AT&T’s merger bid unscathed by hearings
Members of Congress on Tuesday gave a warm reception to AT&T’s $49 billion proposal to buy DirecTV and suggested regulators should let the deal proceed.
Executives from the two companies told lawmakers in the House and Senate that they need to combine in order to stay competitive with rivals such as Comcast and Verizon, and lawmakers from both parties seemed to agree.
The mild treatment stands in stark contrast to the more hostile reception given to Comcast when it recently testified about its $45 billion proposal to buy Time Warner Cable. The lack of pushback from lawmakers could signal a relatively smooth ride to approval for AT&T and DirecTV in the coming months.
Rep. Hank Johnson (D-Ga.), the ranking member on the House Judiciary’s Antitrust subcommittee, said “the bulk of the evidence demonstrates that each company primarily serves different markets with different services,” which should protect them from fears about antitrust violations.
“Although the proposed merger represents a concerning trend towards industry consolidation, there is ample evidence that this transaction would create considerable public-interest benefits,” he said.
Judiciary Chairman Bob Goodlatte (R-Va.) indicated that federal regulators ought to butt out and let the merger move forward.
“It has been demonstrated repeatedly that a free and competitive marketplace yields lower prices, greater innovation, increased investment and better services,” he said. “We should strive to ensure that proposed transactions result in enhanced competitive marketplaces so that the attendant benefits continue to run to consumers.”
AT&T and DirecTV executives faced members of the House in the morning and then sat for a follow-up in the Senate later on Tuesday afternoon.
Sen. Amy Klobuchar (D-Minn.), the chairwoman of the Senate Antitrust subcommittee, expressed concerns about higher bills for subscribers and the potential for fewer choices with increased consolidation, but agreed with her House colleagues that the deal, “in many respects, seems to combine services that are largely complementary.”
The companies portrayed their need to merge as a business imperative.
AT&T offers high-speed Internet and phone service, but its U-verse television service is not profitable and can’t match competitors at places like Comcast. DirecTV offers satellite TV but not Internet or phone service.
“This transaction gives AT&T the capabilities to be a more effective competitor to cable,” AT&T CEO Randall Stephenson told lawmakers in the House.
More specifically, the merger would allow the two companies to better bundle TV, phone and Internet offerings, just like other cable companies do.

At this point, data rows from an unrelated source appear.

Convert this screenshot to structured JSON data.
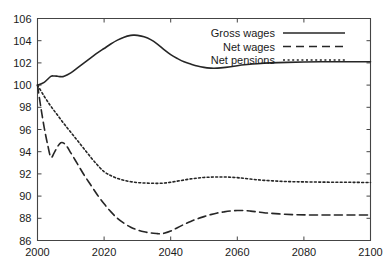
{
  "chart_data": {
    "type": "line",
    "title": "",
    "subtitle": "",
    "xlabel": "",
    "ylabel": "",
    "xlim": [
      2000,
      2100
    ],
    "ylim": [
      86,
      106
    ],
    "xticks": [
      2000,
      2020,
      2040,
      2060,
      2080,
      2100
    ],
    "yticks": [
      86,
      88,
      90,
      92,
      94,
      96,
      98,
      100,
      102,
      104,
      106
    ],
    "xtick_labels": [
      "2000",
      "2020",
      "2040",
      "2060",
      "2080",
      "2100"
    ],
    "ytick_labels": [
      "86",
      "88",
      "90",
      "92",
      "94",
      "96",
      "98",
      "100",
      "102",
      "104",
      "106"
    ],
    "grid": false,
    "legend_position": "top-right",
    "series": [
      {
        "name": "Gross wages",
        "style": "solid",
        "color": "#262626",
        "x": [
          2000,
          2002,
          2004,
          2005,
          2006,
          2007,
          2008,
          2010,
          2012,
          2014,
          2016,
          2018,
          2020,
          2022,
          2024,
          2026,
          2028,
          2029,
          2030,
          2032,
          2034,
          2036,
          2038,
          2040,
          2042,
          2044,
          2046,
          2048,
          2050,
          2052,
          2053,
          2055,
          2058,
          2060,
          2063,
          2066,
          2070,
          2075,
          2080,
          2085,
          2090,
          2095,
          2100
        ],
        "values": [
          100.0,
          100.25,
          100.78,
          100.82,
          100.8,
          100.76,
          100.8,
          101.1,
          101.55,
          102.0,
          102.45,
          102.9,
          103.3,
          103.7,
          104.05,
          104.32,
          104.48,
          104.5,
          104.48,
          104.35,
          104.1,
          103.7,
          103.2,
          102.75,
          102.4,
          102.1,
          101.9,
          101.72,
          101.6,
          101.53,
          101.52,
          101.55,
          101.65,
          101.75,
          101.85,
          101.93,
          102.0,
          102.05,
          102.08,
          102.1,
          102.1,
          102.1,
          102.1
        ]
      },
      {
        "name": "Net wages",
        "style": "dashed",
        "color": "#262626",
        "x": [
          2000,
          2001,
          2002,
          2003,
          2004,
          2005,
          2006,
          2007,
          2008,
          2009,
          2010,
          2012,
          2014,
          2016,
          2018,
          2020,
          2022,
          2024,
          2026,
          2028,
          2030,
          2032,
          2034,
          2036,
          2037,
          2038,
          2040,
          2042,
          2044,
          2046,
          2048,
          2050,
          2052,
          2054,
          2056,
          2058,
          2060,
          2062,
          2064,
          2066,
          2068,
          2070,
          2074,
          2078,
          2082,
          2086,
          2090,
          2095,
          2100
        ],
        "values": [
          100.0,
          98.0,
          96.2,
          94.7,
          93.5,
          93.9,
          94.45,
          94.8,
          94.75,
          94.4,
          93.9,
          92.9,
          91.9,
          91.0,
          90.1,
          89.3,
          88.6,
          88.0,
          87.55,
          87.2,
          86.95,
          86.78,
          86.68,
          86.62,
          86.6,
          86.65,
          86.85,
          87.15,
          87.45,
          87.72,
          87.95,
          88.15,
          88.33,
          88.48,
          88.58,
          88.66,
          88.7,
          88.7,
          88.65,
          88.58,
          88.5,
          88.45,
          88.37,
          88.32,
          88.3,
          88.3,
          88.3,
          88.3,
          88.3
        ]
      },
      {
        "name": "Net pensions",
        "style": "dotted",
        "color": "#262626",
        "x": [
          2000,
          2002,
          2004,
          2006,
          2008,
          2010,
          2012,
          2014,
          2016,
          2018,
          2020,
          2022,
          2024,
          2026,
          2028,
          2030,
          2032,
          2034,
          2036,
          2038,
          2040,
          2042,
          2044,
          2046,
          2048,
          2050,
          2052,
          2054,
          2056,
          2058,
          2060,
          2062,
          2065,
          2068,
          2072,
          2076,
          2080,
          2085,
          2090,
          2095,
          2100
        ],
        "values": [
          100.0,
          99.0,
          98.1,
          97.3,
          96.5,
          95.75,
          95.0,
          94.25,
          93.5,
          92.8,
          92.2,
          91.85,
          91.6,
          91.42,
          91.3,
          91.22,
          91.18,
          91.16,
          91.15,
          91.17,
          91.25,
          91.35,
          91.45,
          91.55,
          91.62,
          91.68,
          91.71,
          91.72,
          91.72,
          91.7,
          91.66,
          91.6,
          91.5,
          91.42,
          91.35,
          91.3,
          91.28,
          91.26,
          91.25,
          91.24,
          91.22
        ]
      }
    ]
  },
  "legend": {
    "entries": [
      {
        "label": "Gross wages",
        "style": "solid"
      },
      {
        "label": "Net wages",
        "style": "dashed"
      },
      {
        "label": "Net pensions",
        "style": "dotted"
      }
    ]
  }
}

So-called “synthetic” bundles that currently allow consumers to get Internet from AT&T and television separately from DirecTV, “make, frankly, for a bad customer experience,” DirecTV chief executive Michael White said. Customers, he claimed, dislike having to deal with two separate billing and customer service offices and have to wait for two different sets of installation.
Despite many lawmakers’ openness to the deal, some Democrats expressed a sense of merger fatigue, especially in light of the proposed deal between Comcast and Time Warner Cable and Sprint’s rumored intentions to buy T-Mobile.

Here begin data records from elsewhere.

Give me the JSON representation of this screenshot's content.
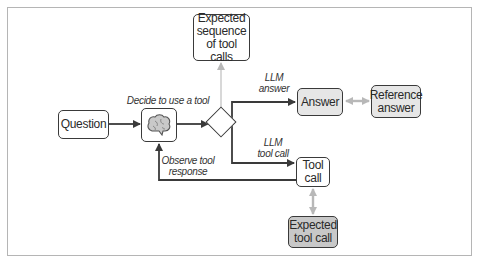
{
  "diagram": {
    "nodes": {
      "question": "Question",
      "llm": "brain-icon",
      "expected_sequence": "Expected sequence of tool calls",
      "answer": "Answer",
      "reference_answer": "Reference answer",
      "tool_call": "Tool call",
      "expected_tool_call": "Expected tool call"
    },
    "node_lines": {
      "expected_sequence": [
        "Expected",
        "sequence",
        "of tool calls"
      ],
      "reference_answer": [
        "Reference",
        "answer"
      ],
      "tool_call": [
        "Tool",
        "call"
      ],
      "expected_tool_call": [
        "Expected",
        "tool call"
      ]
    },
    "edge_labels": {
      "decide": "Decide to use a tool",
      "llm_answer_1": "LLM",
      "llm_answer_2": "answer",
      "llm_tool_1": "LLM",
      "llm_tool_2": "tool call",
      "observe_1": "Observe tool",
      "observe_2": "response"
    },
    "colors": {
      "stroke": "#3a3a3a",
      "comparison_arrow": "#b0b0b0",
      "light_fill": "#e6e6e6",
      "mid_fill": "#c8c8c8"
    }
  }
}
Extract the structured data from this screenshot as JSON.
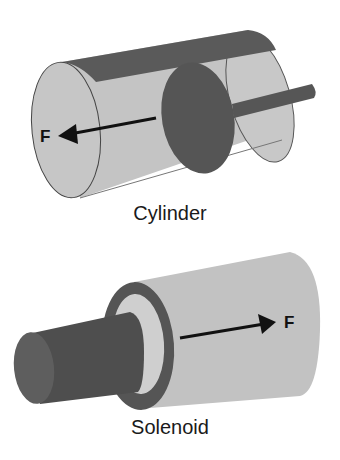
{
  "figures": [
    {
      "id": "cylinder",
      "caption": "Cylinder",
      "force_label": "F",
      "force_direction": "left"
    },
    {
      "id": "solenoid",
      "caption": "Solenoid",
      "force_label": "F",
      "force_direction": "right"
    }
  ],
  "colors": {
    "light_gray": "#c4c4c4",
    "mid_gray": "#bdbdbd",
    "dark_gray": "#565656",
    "darker_gray": "#4a4a4a",
    "outline": "#444444",
    "arrow": "#111111",
    "background": "#ffffff"
  }
}
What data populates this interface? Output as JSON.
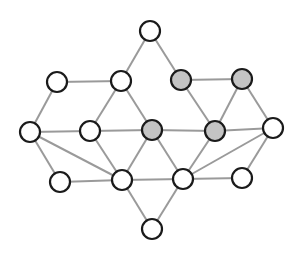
{
  "diagram": {
    "type": "undirected-graph",
    "colors": {
      "node_default": "#ffffff",
      "node_highlight": "#c4c4c4",
      "node_stroke": "#1a1a1a",
      "edge": "#9a9a9a",
      "background": "#ffffff"
    },
    "node_radius": 10,
    "nodes": [
      {
        "id": "n1",
        "x": 150,
        "y": 31,
        "highlighted": false
      },
      {
        "id": "n2",
        "x": 57,
        "y": 82,
        "highlighted": false
      },
      {
        "id": "n3",
        "x": 121,
        "y": 81,
        "highlighted": false
      },
      {
        "id": "n4",
        "x": 181,
        "y": 80,
        "highlighted": true
      },
      {
        "id": "n5",
        "x": 242,
        "y": 79,
        "highlighted": true
      },
      {
        "id": "n6",
        "x": 30,
        "y": 132,
        "highlighted": false
      },
      {
        "id": "n7",
        "x": 90,
        "y": 131,
        "highlighted": false
      },
      {
        "id": "n8",
        "x": 152,
        "y": 130,
        "highlighted": true
      },
      {
        "id": "n9",
        "x": 215,
        "y": 131,
        "highlighted": true
      },
      {
        "id": "n10",
        "x": 273,
        "y": 128,
        "highlighted": false
      },
      {
        "id": "n11",
        "x": 60,
        "y": 182,
        "highlighted": false
      },
      {
        "id": "n12",
        "x": 122,
        "y": 180,
        "highlighted": false
      },
      {
        "id": "n13",
        "x": 183,
        "y": 179,
        "highlighted": false
      },
      {
        "id": "n14",
        "x": 242,
        "y": 178,
        "highlighted": false
      },
      {
        "id": "n15",
        "x": 152,
        "y": 229,
        "highlighted": false
      }
    ],
    "edges": [
      [
        "n1",
        "n3"
      ],
      [
        "n1",
        "n4"
      ],
      [
        "n2",
        "n3"
      ],
      [
        "n2",
        "n6"
      ],
      [
        "n3",
        "n7"
      ],
      [
        "n3",
        "n8"
      ],
      [
        "n4",
        "n5"
      ],
      [
        "n4",
        "n9"
      ],
      [
        "n5",
        "n9"
      ],
      [
        "n5",
        "n10"
      ],
      [
        "n6",
        "n7"
      ],
      [
        "n6",
        "n11"
      ],
      [
        "n6",
        "n12"
      ],
      [
        "n7",
        "n8"
      ],
      [
        "n7",
        "n12"
      ],
      [
        "n8",
        "n9"
      ],
      [
        "n8",
        "n12"
      ],
      [
        "n8",
        "n13"
      ],
      [
        "n9",
        "n10"
      ],
      [
        "n9",
        "n13"
      ],
      [
        "n10",
        "n13"
      ],
      [
        "n10",
        "n14"
      ],
      [
        "n11",
        "n12"
      ],
      [
        "n12",
        "n13"
      ],
      [
        "n12",
        "n15"
      ],
      [
        "n13",
        "n14"
      ],
      [
        "n13",
        "n15"
      ]
    ]
  }
}
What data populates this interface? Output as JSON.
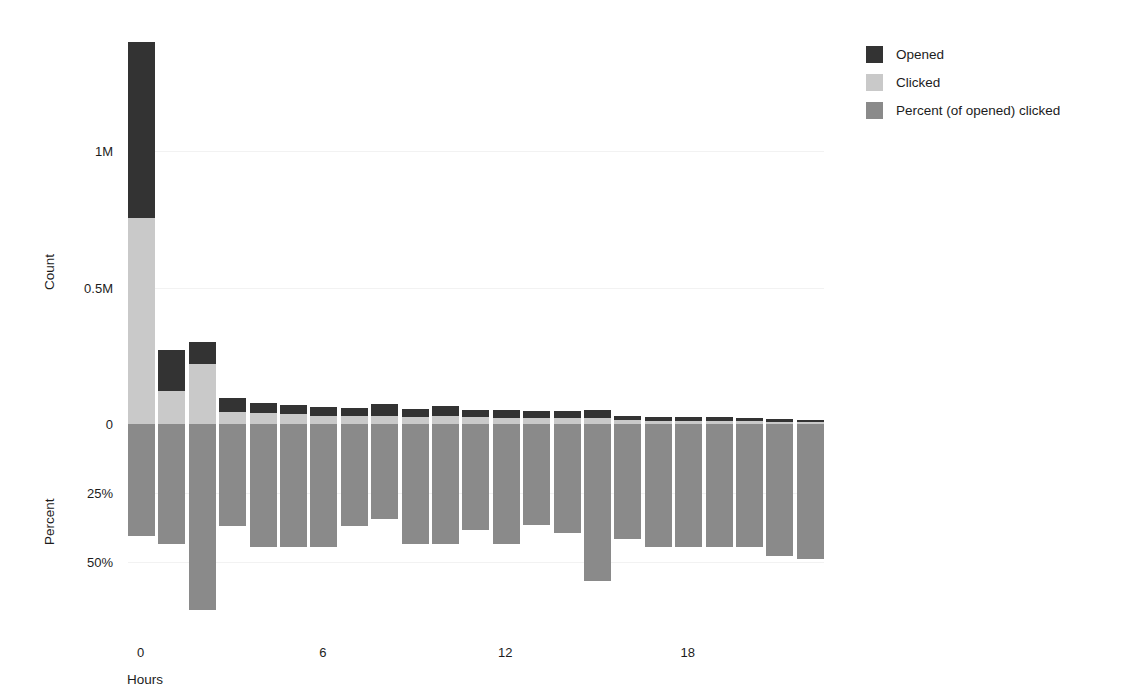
{
  "chart_data": {
    "type": "bar",
    "title": "",
    "subtitle": "",
    "xlabel": "Hours",
    "ylabel_top": "Count",
    "ylabel_bottom": "Percent",
    "orientation": "vertical",
    "stacked": true,
    "grid": true,
    "legend_position": "right",
    "x": [
      0,
      1,
      2,
      3,
      4,
      5,
      6,
      7,
      8,
      9,
      10,
      11,
      12,
      13,
      14,
      15,
      16,
      17,
      18,
      19,
      20,
      21,
      22
    ],
    "categories": [
      "0",
      "1",
      "2",
      "3",
      "4",
      "5",
      "6",
      "7",
      "8",
      "9",
      "10",
      "11",
      "12",
      "13",
      "14",
      "15",
      "16",
      "17",
      "18",
      "19",
      "20",
      "21",
      "22"
    ],
    "xticks": [
      0,
      6,
      12,
      18
    ],
    "xtick_labels": [
      "0",
      "6",
      "12",
      "18"
    ],
    "xlim": [
      -0.5,
      22.5
    ],
    "count_axis": {
      "label": "Count",
      "ticks": [
        0,
        500000,
        1000000
      ],
      "tick_labels": [
        "0",
        "0.5M",
        "1M"
      ],
      "ylim": [
        0,
        1400000
      ]
    },
    "percent_axis": {
      "label": "Percent",
      "ticks": [
        0,
        25,
        50
      ],
      "tick_labels": [
        "0",
        "25%",
        "50%"
      ],
      "ylim": [
        0,
        70
      ],
      "direction": "downward"
    },
    "series": [
      {
        "name": "Opened",
        "color": "#333333",
        "axis": "count",
        "values": [
          1400000,
          270000,
          300000,
          95000,
          78000,
          70000,
          62000,
          60000,
          72000,
          55000,
          66000,
          52000,
          50000,
          48000,
          46000,
          50000,
          30000,
          27000,
          26000,
          24000,
          22000,
          20000,
          16000
        ]
      },
      {
        "name": "Clicked",
        "color": "#c9c9c9",
        "axis": "count",
        "values": [
          755000,
          120000,
          220000,
          45000,
          40000,
          36000,
          30000,
          28000,
          30000,
          26000,
          28000,
          24000,
          23000,
          22000,
          21000,
          22000,
          14000,
          12000,
          12000,
          11000,
          10000,
          9000,
          7000
        ]
      },
      {
        "name": "Percent (of opened) clicked",
        "color": "#8a8a8a",
        "axis": "percent",
        "values": [
          40.5,
          43.5,
          67.5,
          37.0,
          44.5,
          44.5,
          44.5,
          37.0,
          34.5,
          43.5,
          43.5,
          38.5,
          43.5,
          36.5,
          39.5,
          57.0,
          41.5,
          44.5,
          44.5,
          44.5,
          44.5,
          48.0,
          49.0
        ]
      }
    ],
    "legend": [
      {
        "label": "Opened",
        "color": "#333333"
      },
      {
        "label": "Clicked",
        "color": "#c9c9c9"
      },
      {
        "label": "Percent (of opened) clicked",
        "color": "#8a8a8a"
      }
    ]
  },
  "colors": {
    "opened": "#333333",
    "clicked": "#c9c9c9",
    "percent": "#8a8a8a",
    "background": "#ffffff",
    "text": "#1c1c1c",
    "gridline": "#f2f2f2"
  }
}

Taken together, House Judiciary ranking member Rep. John Conyers (D-Mich.), feared the industry might be becoming too consolidated.

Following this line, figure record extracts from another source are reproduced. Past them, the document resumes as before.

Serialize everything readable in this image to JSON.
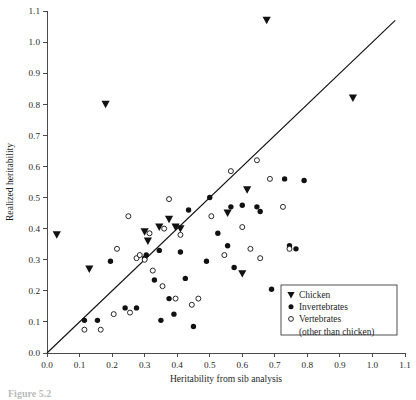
{
  "figure": {
    "caption_partial": "Figure 5.2",
    "background_color": "#ffffff",
    "marker_color": "#111111"
  },
  "chart_data": {
    "type": "scatter",
    "title": "",
    "xlabel": "Heritability from sib analysis",
    "ylabel": "Realized heritability",
    "xlim": [
      0.0,
      1.1
    ],
    "ylim": [
      0.0,
      1.1
    ],
    "xticks": [
      "0.0",
      "0.1",
      "0.2",
      "0.3",
      "0.4",
      "0.5",
      "0.6",
      "0.7",
      "0.8",
      "0.9",
      "1.0",
      "1.1"
    ],
    "yticks": [
      "0.0",
      "0.1",
      "0.2",
      "0.3",
      "0.4",
      "0.5",
      "0.6",
      "0.7",
      "0.8",
      "0.9",
      "1.0",
      "1.1"
    ],
    "grid": false,
    "legend_position": "bottom-right",
    "reference_line": {
      "label": "1:1 line",
      "x": [
        0.0,
        1.07
      ],
      "y": [
        0.0,
        1.07
      ]
    },
    "series": [
      {
        "name": "Chicken",
        "marker": "triangle-down-filled",
        "points": [
          [
            0.03,
            0.38
          ],
          [
            0.13,
            0.27
          ],
          [
            0.18,
            0.8
          ],
          [
            0.3,
            0.39
          ],
          [
            0.31,
            0.36
          ],
          [
            0.345,
            0.405
          ],
          [
            0.375,
            0.43
          ],
          [
            0.395,
            0.405
          ],
          [
            0.41,
            0.4
          ],
          [
            0.555,
            0.45
          ],
          [
            0.6,
            0.255
          ],
          [
            0.615,
            0.525
          ],
          [
            0.675,
            1.07
          ],
          [
            0.94,
            0.82
          ]
        ]
      },
      {
        "name": "Invertebrates",
        "marker": "circle-filled",
        "points": [
          [
            0.115,
            0.105
          ],
          [
            0.155,
            0.105
          ],
          [
            0.195,
            0.295
          ],
          [
            0.24,
            0.145
          ],
          [
            0.275,
            0.145
          ],
          [
            0.3,
            0.305
          ],
          [
            0.305,
            0.315
          ],
          [
            0.33,
            0.235
          ],
          [
            0.345,
            0.33
          ],
          [
            0.35,
            0.105
          ],
          [
            0.375,
            0.175
          ],
          [
            0.39,
            0.125
          ],
          [
            0.41,
            0.325
          ],
          [
            0.425,
            0.24
          ],
          [
            0.435,
            0.46
          ],
          [
            0.45,
            0.085
          ],
          [
            0.49,
            0.295
          ],
          [
            0.5,
            0.5
          ],
          [
            0.525,
            0.385
          ],
          [
            0.555,
            0.345
          ],
          [
            0.565,
            0.47
          ],
          [
            0.575,
            0.275
          ],
          [
            0.6,
            0.475
          ],
          [
            0.645,
            0.47
          ],
          [
            0.655,
            0.455
          ],
          [
            0.69,
            0.205
          ],
          [
            0.73,
            0.56
          ],
          [
            0.745,
            0.345
          ],
          [
            0.765,
            0.335
          ],
          [
            0.79,
            0.555
          ]
        ]
      },
      {
        "name": "Vertebrates (other than chicken)",
        "marker": "circle-open",
        "points": [
          [
            0.115,
            0.075
          ],
          [
            0.165,
            0.075
          ],
          [
            0.205,
            0.125
          ],
          [
            0.215,
            0.335
          ],
          [
            0.25,
            0.44
          ],
          [
            0.255,
            0.13
          ],
          [
            0.275,
            0.305
          ],
          [
            0.285,
            0.315
          ],
          [
            0.3,
            0.3
          ],
          [
            0.315,
            0.385
          ],
          [
            0.325,
            0.265
          ],
          [
            0.355,
            0.215
          ],
          [
            0.36,
            0.4
          ],
          [
            0.375,
            0.495
          ],
          [
            0.395,
            0.175
          ],
          [
            0.41,
            0.38
          ],
          [
            0.445,
            0.155
          ],
          [
            0.465,
            0.175
          ],
          [
            0.505,
            0.44
          ],
          [
            0.545,
            0.315
          ],
          [
            0.565,
            0.585
          ],
          [
            0.6,
            0.405
          ],
          [
            0.625,
            0.335
          ],
          [
            0.645,
            0.62
          ],
          [
            0.655,
            0.305
          ],
          [
            0.685,
            0.56
          ],
          [
            0.725,
            0.47
          ],
          [
            0.745,
            0.335
          ]
        ]
      }
    ]
  },
  "legend": {
    "items": [
      {
        "marker": "triangle-down-filled",
        "label": "Chicken"
      },
      {
        "marker": "circle-filled",
        "label": "Invertebrates"
      },
      {
        "marker": "circle-open",
        "label": "Vertebrates"
      }
    ],
    "continuation_label": "(other than chicken)"
  }
}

“Where does this end?” he asked.
The AT&T merger, he said, “may in fact spur further consolidation in the telecommunications industry as part of what might be viewed as a race to the bottom.”
Sen. Al Franken (D-Minn.) a frequent critic of media consolidation, said that the bundling trend often allows companies to hide extra charges and make people pay for services they don’t use.
“I’m not sure that’s what consumers want,” he said. “Many of my constituents complain to me about bundles; they say they’re getting a raw deal.”
The merger would also allow the companies to save enough money by eliminating redundant services and negotiating for better rates to buy content, which would allow AT&T to build out high-speed broadband to 15 million households, many of them in rural areas.
Still, subscribers’ bills would probably not go down as result of the merger, Stephenson acknowledged. If anything, they would only rise more slowly.
“We hope that will be the byproduct of this,” he said.
Ultimately, the final say over the proposed merger falls to regulators at the Federal Communications Commission (FCC) and the Justice Department, who will spend months going over the details.
To try and soothe any concerns they might have, AT&T has promised to live up to the FCC’s former regulations requiring companies treat all content treatment equally inline, even though a court threw those rules out earlier this year.
Plus, the merger would allow DirecTV’s 16,000 employees to join a labor union, as 41,000 AT&T employees have already done. Some House Democrats were pleased by that and indicated it would go a long way toward winning their support.
“Given the television industry’s famous reputation for opposing organized labor, this merger would have transformational benefit for thousands of employees in this industry, giving labor a strong foothold in the industry,” Johnson said.
— This story was last updated at 6:04 p.m.